P.S. On the page 4, Del Ponte mentions also"...the officers who ordered the deaths of those thousands of forcibly repatriated Yugoslav prisoners in 1945..." Just recently one of the nearly 600 so far discovered mass graves of those, mostly innocent people, who were killed by the Yugoslav communist troops after WWII, has been opened in the abandoned mine "Barbarin Rov" at Lasko, Slovenia. The estimated total of these victims in Slovenia is 100,000 minimum to 200,000 maximum, thus being comparable to all those killed in Bosnia, Croatia, Serbia and Kosovo when Yugoslavia felt apart. Tragically these, so far unpunished terrible crimes against humanity by some bastards, are not on the agenda of ICTFY!
In addition, Ms. Del Ponte gives the reader many interesting vignettes about the daily problems in managing a prosecutor's office, to include having attorneys with appropriate expertise from both civil and common law backgrounds, investigators with the right skill set to handle complex cases, and case management problems (e.g., witness access and protection).
Del Ponte gives a decent enough background and description of the situation in Rwanda and Yugoslavia to put the cases against the different war criminals in perspective. However, del Ponte spent most of the book describing her encounters with the muro di gomma, the rubber wall. As chief prosecutor of the ICTY and the ICTR it was her responsibility to secure continued support and cooperation from the different countries involved in establishing these two international tribunals. Yet everywhere she turns she encounters opposition against her work. Many countries promise to help capture the accused, but few follow through on those promises in a timely fashion or at all. Del Ponte creates a very clear picture of how frustrating this hostility is, but it appears to only motivate her more.
Another interesting point del Ponte makes are about the cases she would have like to have prosecuted, but was incapable of doing due to a variety of reasons. She repeatedly speaks about her desire to bring Kagame and the Rwandan Patriotic Front (RPF) to answer for their crimes during the Rwandan genocide and the aftermath. Del Ponto also presents evidence against the Kosovo Liberation Army (KLA) for organ trafficking, but cannot bring them to justice either.

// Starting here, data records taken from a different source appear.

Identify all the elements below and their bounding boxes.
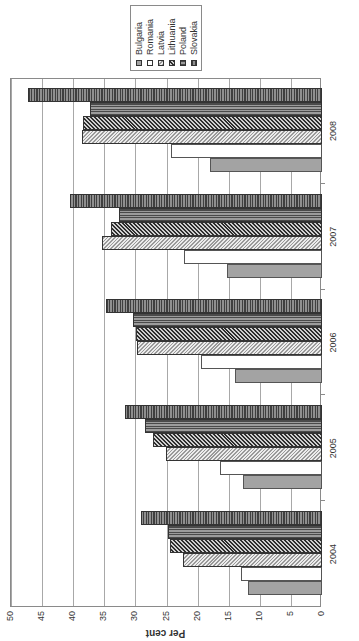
- figure-caption-clipped: [352, 311, 359, 611]
- legend-swatch-icon: [136, 60, 142, 66]
- legend-item-poland: Poland: [177, 10, 188, 66]
- gridline: [104, 79, 105, 606]
- bar-romania-2005: [220, 461, 322, 475]
- x-tick-label: 2004: [328, 524, 338, 584]
- legend-label: Latvia: [156, 31, 166, 55]
- x-tick-label: 2006: [328, 313, 338, 373]
- bar-romania-2008: [171, 144, 322, 158]
- legend-label: Romania: [145, 19, 155, 55]
- bar-slovakia-2008: [28, 88, 322, 102]
- y-tick-label: 50: [5, 611, 15, 633]
- gridline: [11, 79, 12, 606]
- legend-item-lithuania: Lithuania: [166, 10, 177, 66]
- bar-poland-2004: [168, 525, 322, 539]
- legend-swatch-icon: [180, 60, 186, 66]
- bar-poland-2006: [133, 314, 322, 328]
- bar-latvia-2004: [183, 553, 322, 567]
- x-tick-label: 2005: [328, 418, 338, 478]
- y-tick-label: 10: [254, 611, 264, 633]
- bar-bulgaria-2008: [210, 158, 322, 172]
- chart-legend: BulgariaRomaniaLatviaLithuaniaPolandSlov…: [130, 5, 202, 71]
- bar-lithuania-2007: [111, 222, 322, 236]
- bar-bulgaria-2006: [235, 370, 322, 384]
- legend-item-romania: Romania: [144, 10, 155, 66]
- gridline: [73, 79, 74, 606]
- x-tick-label: 2008: [328, 101, 338, 161]
- legend-swatch-icon: [147, 60, 153, 66]
- legend-item-latvia: Latvia: [155, 10, 166, 66]
- bar-lithuania-2008: [83, 116, 322, 130]
- legend-swatch-icon: [169, 60, 175, 66]
- bar-romania-2004: [241, 567, 322, 581]
- bar-latvia-2008: [82, 130, 322, 144]
- y-tick-label: 45: [36, 611, 46, 633]
- gridline: [135, 79, 136, 606]
- bar-romania-2006: [201, 356, 322, 370]
- rotated-chart-figure: Per cent BulgariaRomaniaLatviaLithuaniaP…: [0, 0, 359, 641]
- x-tick-mark: [321, 289, 325, 290]
- bar-bulgaria-2005: [243, 475, 322, 489]
- y-tick-label: 25: [161, 611, 171, 633]
- legend-label: Bulgaria: [134, 22, 144, 55]
- bar-latvia-2006: [137, 342, 322, 356]
- bar-poland-2005: [145, 419, 322, 433]
- plot-area: [10, 78, 321, 607]
- bar-romania-2007: [184, 250, 322, 264]
- y-tick-label: 0: [316, 611, 326, 633]
- bar-lithuania-2005: [153, 433, 322, 447]
- legend-swatch-icon: [191, 60, 197, 66]
- legend-label: Lithuania: [167, 18, 177, 55]
- bar-latvia-2005: [166, 447, 322, 461]
- bar-poland-2008: [90, 102, 322, 116]
- y-tick-label: 5: [285, 611, 295, 633]
- gridline: [42, 79, 43, 606]
- bar-latvia-2007: [102, 236, 322, 250]
- bar-slovakia-2006: [106, 300, 322, 314]
- bar-slovakia-2007: [70, 194, 322, 208]
- legend-item-bulgaria: Bulgaria: [133, 10, 144, 66]
- y-tick-label: 20: [192, 611, 202, 633]
- bar-slovakia-2004: [141, 511, 322, 525]
- y-tick-label: 40: [67, 611, 77, 633]
- bar-lithuania-2006: [136, 328, 322, 342]
- bar-poland-2007: [119, 208, 322, 222]
- y-tick-label: 35: [98, 611, 108, 633]
- x-tick-mark: [321, 394, 325, 395]
- bar-bulgaria-2007: [227, 264, 322, 278]
- legend-label: Slovakia: [189, 21, 199, 55]
- x-tick-mark: [321, 500, 325, 501]
- y-tick-label: 15: [223, 611, 233, 633]
- y-tick-label: 30: [129, 611, 139, 633]
- legend-item-slovakia: Slovakia: [188, 10, 199, 66]
- x-tick-label: 2007: [328, 207, 338, 267]
- legend-swatch-icon: [158, 60, 164, 66]
- bar-slovakia-2005: [125, 405, 322, 419]
- bar-bulgaria-2004: [248, 581, 322, 595]
- legend-label: Poland: [178, 27, 188, 55]
- bar-lithuania-2004: [170, 539, 322, 553]
- x-tick-mark: [321, 183, 325, 184]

Overall, the book is a very interesting read. It creates a very clear image of Del Ponte's work and also the international politics that complicate the road to justice for some of worst crimes of the previous century. Having said that, the book at times deals too much with the political wrangling behind the scenes and not enough on the cases being prosecuted by the tribunals.
Top reviews from other countries
In a pretty narcistic manner, she writes more about her feelings then about the facts.

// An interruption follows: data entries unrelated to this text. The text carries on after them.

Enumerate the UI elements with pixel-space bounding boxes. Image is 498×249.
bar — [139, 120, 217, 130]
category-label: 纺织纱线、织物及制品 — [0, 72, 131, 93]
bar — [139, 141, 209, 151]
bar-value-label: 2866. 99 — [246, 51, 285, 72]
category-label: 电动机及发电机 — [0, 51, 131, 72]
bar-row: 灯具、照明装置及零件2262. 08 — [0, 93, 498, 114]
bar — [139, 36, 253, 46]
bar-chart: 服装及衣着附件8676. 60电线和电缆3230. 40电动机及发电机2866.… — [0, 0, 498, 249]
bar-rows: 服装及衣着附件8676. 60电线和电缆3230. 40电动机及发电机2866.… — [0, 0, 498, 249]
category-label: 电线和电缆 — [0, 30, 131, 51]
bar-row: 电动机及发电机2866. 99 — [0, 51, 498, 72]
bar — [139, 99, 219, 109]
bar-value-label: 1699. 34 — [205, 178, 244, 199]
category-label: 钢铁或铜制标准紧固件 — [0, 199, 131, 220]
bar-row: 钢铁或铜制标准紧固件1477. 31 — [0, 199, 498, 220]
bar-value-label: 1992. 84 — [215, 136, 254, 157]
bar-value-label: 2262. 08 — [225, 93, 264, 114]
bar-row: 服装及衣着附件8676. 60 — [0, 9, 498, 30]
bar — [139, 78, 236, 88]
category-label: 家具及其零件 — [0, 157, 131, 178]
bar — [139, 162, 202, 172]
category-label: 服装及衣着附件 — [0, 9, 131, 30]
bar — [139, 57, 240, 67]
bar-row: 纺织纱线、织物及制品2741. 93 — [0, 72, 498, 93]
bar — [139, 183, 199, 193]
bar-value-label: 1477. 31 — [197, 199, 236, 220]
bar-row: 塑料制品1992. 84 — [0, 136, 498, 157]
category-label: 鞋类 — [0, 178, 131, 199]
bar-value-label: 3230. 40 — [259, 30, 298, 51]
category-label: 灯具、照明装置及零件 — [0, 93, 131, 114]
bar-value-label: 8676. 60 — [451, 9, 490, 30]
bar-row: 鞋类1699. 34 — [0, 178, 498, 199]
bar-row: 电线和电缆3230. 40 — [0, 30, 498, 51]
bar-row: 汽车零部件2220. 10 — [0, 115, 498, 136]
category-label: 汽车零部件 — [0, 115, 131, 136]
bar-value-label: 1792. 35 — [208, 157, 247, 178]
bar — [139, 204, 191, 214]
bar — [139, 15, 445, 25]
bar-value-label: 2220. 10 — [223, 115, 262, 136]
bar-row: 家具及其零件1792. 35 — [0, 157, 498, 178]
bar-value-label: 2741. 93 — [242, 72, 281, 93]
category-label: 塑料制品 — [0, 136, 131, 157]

Firstly, she admits, she had no clue about Yugoslavia, as she was invited to take this position. And funny thing is, Kofi Annan should have helped her to camouflage this lack of competences.
But then, couple of pages later, she presumes to explain the reader the history of Yugoslavian conflicts within one page.
When she tries to put figures, she writes "tenth of thousands", "hundreds of thousands" - not precise enough for using in acedemic works.
Her illustration of the facts pretty much complies the picture I used to see on CNN those years - demonizing Serbs, adopting NATO bombings, etc.
If such people are in charge of justice, then one should look for it enywhere else, not in The Hague.